Then comes a double mound with two stiles—one for each ditch—made very high and intended for steps; but the steps are worn away, and it is something like climbing a perpendicular ladder. Another has a toprail of a whole tree, so broad and thick no one can possibly straddle it, so some friend of humanity has broken the second rail, and you creep under. Finally comes a steep bank, six or seven feet high, with rude steps formed of the roots of trees worn bare by iron-tipped boots, and of mere holes in which to put the toe. At the top the stile leans forward over the precipice, so that you have to suspend yourself in mid-air. Fortunately, almost every other one has a gap worn at the side just large enough to squeeze through after coaxing the briars to yield a trifle. For it is intensely characteristic of human nature to make gaps and short cuts.
All the lads of the hamlet have a trysting-place at the cross-roads, or rather cross-lanes, where there is often an open waste space and a small clump of trees. If there is any mischief in the wind, there the council of war is sure to be held. There is a great rickyard not far distant, where in one of the open sheds is the thatcher’s workshop.
He is a very pronounced character in his way, with his leathern pads for the knees that he may be able to bear lengthened contact against the wooden rungs of the ladder, his little club to drive in the stakes, his shears to snip off the edges of the straw round the eaves, his iron needle of gigantic size with which to pass the tar-cord through when thatching a shed, and his small sharp billhook to split out his thatching stakes. These are of willow, cut from the pollard trees by the brook, and he sits on a stool in the shed and splits them into three or four with the greatest dexterity, giving his billhook a twist this way and then that, and so guiding the split in the direction required. Then holding it across his knee, he cuts the point with a couple of blows and casts the finished stake aside upon the heap.
A man of no little consequence is the thatcher the most important perhaps of the hamlet craftsmen. He ornaments the wheat ricks with curious twisted tufts of straw, standing up not unlike the fantastic ways in which savages are represented doing their hair. But he does not put the thatch on the wheat half so substantially as formerly because now only a few remain the winter—the thatch is often hardly on before it is off again for the threshing machine—for the ‘sheening,’ as they call it. On the hayricks, which stand longer, he puts better work, especially on the southern and western sides or angles, binding it down with a crosswork of bonds to prevent the gales which blow from those quarters unroofing the rick.

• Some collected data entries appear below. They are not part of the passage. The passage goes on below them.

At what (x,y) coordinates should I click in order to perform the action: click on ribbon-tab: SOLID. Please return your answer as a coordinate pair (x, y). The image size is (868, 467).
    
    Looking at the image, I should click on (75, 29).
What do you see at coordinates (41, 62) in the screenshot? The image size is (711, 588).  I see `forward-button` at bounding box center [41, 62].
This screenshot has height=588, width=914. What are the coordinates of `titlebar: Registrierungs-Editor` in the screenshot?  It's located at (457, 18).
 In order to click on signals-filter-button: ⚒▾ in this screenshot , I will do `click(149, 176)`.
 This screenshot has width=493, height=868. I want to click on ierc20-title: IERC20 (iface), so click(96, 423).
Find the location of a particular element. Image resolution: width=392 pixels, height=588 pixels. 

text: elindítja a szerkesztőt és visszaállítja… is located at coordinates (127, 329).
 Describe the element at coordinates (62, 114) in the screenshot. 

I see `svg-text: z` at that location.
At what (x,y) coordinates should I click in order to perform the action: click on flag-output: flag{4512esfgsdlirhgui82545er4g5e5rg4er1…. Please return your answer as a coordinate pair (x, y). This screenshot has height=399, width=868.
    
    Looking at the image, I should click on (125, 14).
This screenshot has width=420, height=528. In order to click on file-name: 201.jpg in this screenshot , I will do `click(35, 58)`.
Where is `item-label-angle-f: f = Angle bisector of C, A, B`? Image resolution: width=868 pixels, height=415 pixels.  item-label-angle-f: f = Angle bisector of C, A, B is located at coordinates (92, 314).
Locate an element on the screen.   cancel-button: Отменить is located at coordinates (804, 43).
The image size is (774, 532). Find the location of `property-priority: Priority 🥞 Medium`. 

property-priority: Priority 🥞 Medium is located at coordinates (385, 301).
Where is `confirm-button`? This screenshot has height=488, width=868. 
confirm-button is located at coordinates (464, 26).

It is said to be an ill wind that blows nobody any good: now the wind never blew that was strong enough to please the thatcher. If the hurricane roughs up the straw on all the ricks, in the parish, unroofs half-a-dozen sheds, and does not spare the gables of the dwelling-houses, why he has work for the next two months. He is attended by a man to carry up the ‘yelms,’ and two or three women are busy ‘yelming’—i.e., separating the straw, selecting the longest and laying it level and parallel, damping it with water, and preparing it for the yokes. These yokes must be cut from boughs that have grown naturally in the shape wanted, else they are not tough enough. A tough old chap, too, is the thatcher, a man of infinite gossip, well acquainted with the genealogy of every farmer, and, indeed, of everybody from Dan to Beersheba, of the parish.
The memory of the smugglers is not yet quite extinct. The old men will point out the route they used to follow, and some of the places where they are said to have stored their contraband goods. Smuggling suggests the sea, but the goods landed on the beach had afterwards to be conveyed inland for sale, so that the hamlet, though far distant from the shore, has its traditions of illicit trade. The route followed was a wild and unfrequented one, and the smugglers appear to have kept to the downs as much as possible. More than one family—well-to-do for the hamlet or village where a small capital goes a long way—are said to have originally derived their prosperity from assisting the storage or disposal of smuggled goods; and the sympathies of the hamlet would be with the smugglers still.
The old folk, too, talk of having the ague, and say that it was quite common in their early days; but it is rare to hear of a case now. Possibly the better drainage of the fields and the better food and lodging enjoyed by the labourers have something to do with this. There are, of course, no scientific or precise data for exact comparison; but, judging from the traditions transmitted down, the hamlet is much more healthy at the present day than it was in the olden times.